Monday, March 25, 2013

THE FIRST DRAFT



 

Many years ago, before I was a published author, I decided to write a novel.

I sat at my typewriter (that dates me!) and wrote the first two pages - over and over and over again. I lingered over every word, polished every phrase, read it out loud to my cat. Some days I loved what I had written, other days I changed it. Made it better. So I thought.

This went on for days and, quite honestly, weeks. I could probably sit down and write out those two pages now, I remember them so well.

Does it surprise you to know that the novel was never finished? Never even got out of the starting gate?

Why? It was just plain easier to tinker with those two pages than to plunge into the unknown and keep writing.

I still struggle with the urge to make that first draft perfect. But I have disciplined myself to write it quickly and to keep going every day.  My weekly word quote helps a lot (see previous blog Just Do It!). A word quota makes you move on.

To keep that first draft flowing, I try to end each writing session with a clear idea of what comes next. I want to be excited to go back to my computer the next day. And I tell that judgemental voice in the back of my head to leave me alone and come back when I am ready to revise and polish - when I am finished my first draft.

I admit that's hard for me. Sometimes  I compromise and allow myself ten minutes to reread yesterday's writing and play with it. Then I move on!


Some advice from James Scott Bell in The Art  of War for Writers. . .

When you write that first draft, my advice is: WRITE HARD, WRITE FAST.


MY FAVOURITE KIDS BOOK OF THE WEEK:

Tumbleweed Skies by Valerie Sherrard

I loved the first line: "I could tell right away that this wasn't a house that wanted me." Ellie is left at her Grandma Acklebee's farm in Saskatchewan while her father takes a temporary job as a travelling salesman. The characters are engaging and the story is moving.


FUN FOR KIDS: 

What if . . .  you had to spend your summer with a relative you had never met? What surprising things might happen?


WHAT YOU ARE ASKED TO DO
Every line below that mentions the word "finished" should be copied out.

AVAILABLE DATA
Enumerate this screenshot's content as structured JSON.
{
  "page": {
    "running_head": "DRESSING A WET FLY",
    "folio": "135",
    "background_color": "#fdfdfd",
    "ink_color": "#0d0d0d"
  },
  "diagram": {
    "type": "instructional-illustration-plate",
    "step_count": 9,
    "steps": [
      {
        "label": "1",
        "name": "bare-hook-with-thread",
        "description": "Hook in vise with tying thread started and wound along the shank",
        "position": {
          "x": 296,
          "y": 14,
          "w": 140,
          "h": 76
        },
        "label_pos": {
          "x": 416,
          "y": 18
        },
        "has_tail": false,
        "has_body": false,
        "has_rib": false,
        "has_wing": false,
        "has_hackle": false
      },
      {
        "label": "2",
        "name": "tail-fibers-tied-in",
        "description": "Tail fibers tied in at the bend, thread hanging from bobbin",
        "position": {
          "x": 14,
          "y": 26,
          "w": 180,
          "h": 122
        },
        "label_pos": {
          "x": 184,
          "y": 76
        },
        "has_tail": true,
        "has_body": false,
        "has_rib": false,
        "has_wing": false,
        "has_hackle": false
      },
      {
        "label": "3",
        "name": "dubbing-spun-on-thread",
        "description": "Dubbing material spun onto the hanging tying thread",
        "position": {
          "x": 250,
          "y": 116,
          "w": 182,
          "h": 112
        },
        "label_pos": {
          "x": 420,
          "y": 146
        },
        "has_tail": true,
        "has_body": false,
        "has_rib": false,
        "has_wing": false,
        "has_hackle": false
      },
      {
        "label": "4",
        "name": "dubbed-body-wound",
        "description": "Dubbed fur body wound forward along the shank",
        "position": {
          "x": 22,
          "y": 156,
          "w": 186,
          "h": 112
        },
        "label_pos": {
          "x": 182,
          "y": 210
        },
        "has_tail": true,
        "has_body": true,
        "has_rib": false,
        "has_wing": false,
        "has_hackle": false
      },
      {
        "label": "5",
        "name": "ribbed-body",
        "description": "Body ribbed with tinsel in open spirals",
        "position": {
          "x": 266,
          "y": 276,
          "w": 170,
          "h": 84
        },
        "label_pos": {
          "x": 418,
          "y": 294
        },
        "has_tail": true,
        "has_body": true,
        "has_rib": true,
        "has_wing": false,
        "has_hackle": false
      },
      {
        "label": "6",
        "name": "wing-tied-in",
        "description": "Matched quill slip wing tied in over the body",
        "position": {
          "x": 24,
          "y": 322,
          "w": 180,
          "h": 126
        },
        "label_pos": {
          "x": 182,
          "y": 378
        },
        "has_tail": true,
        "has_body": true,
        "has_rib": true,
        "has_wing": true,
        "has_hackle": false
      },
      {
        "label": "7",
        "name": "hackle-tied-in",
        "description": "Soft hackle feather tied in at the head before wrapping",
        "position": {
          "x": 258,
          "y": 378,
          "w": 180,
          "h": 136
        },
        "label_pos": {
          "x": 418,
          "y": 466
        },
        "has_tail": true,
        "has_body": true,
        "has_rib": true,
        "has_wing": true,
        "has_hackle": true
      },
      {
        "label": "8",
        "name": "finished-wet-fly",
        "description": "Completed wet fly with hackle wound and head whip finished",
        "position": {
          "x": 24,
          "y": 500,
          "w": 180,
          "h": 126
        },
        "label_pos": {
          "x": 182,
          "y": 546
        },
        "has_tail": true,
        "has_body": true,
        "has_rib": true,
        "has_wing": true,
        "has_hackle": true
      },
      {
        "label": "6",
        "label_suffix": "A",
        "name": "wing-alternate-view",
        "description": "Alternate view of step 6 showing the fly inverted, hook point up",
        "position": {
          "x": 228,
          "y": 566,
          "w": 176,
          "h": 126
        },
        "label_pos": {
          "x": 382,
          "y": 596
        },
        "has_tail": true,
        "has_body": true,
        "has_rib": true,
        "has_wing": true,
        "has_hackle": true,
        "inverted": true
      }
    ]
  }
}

THE COMPLETED TASK
        "name": "finished-wet-fly",
        "description": "Completed wet fly with hackle wound and head whip finished",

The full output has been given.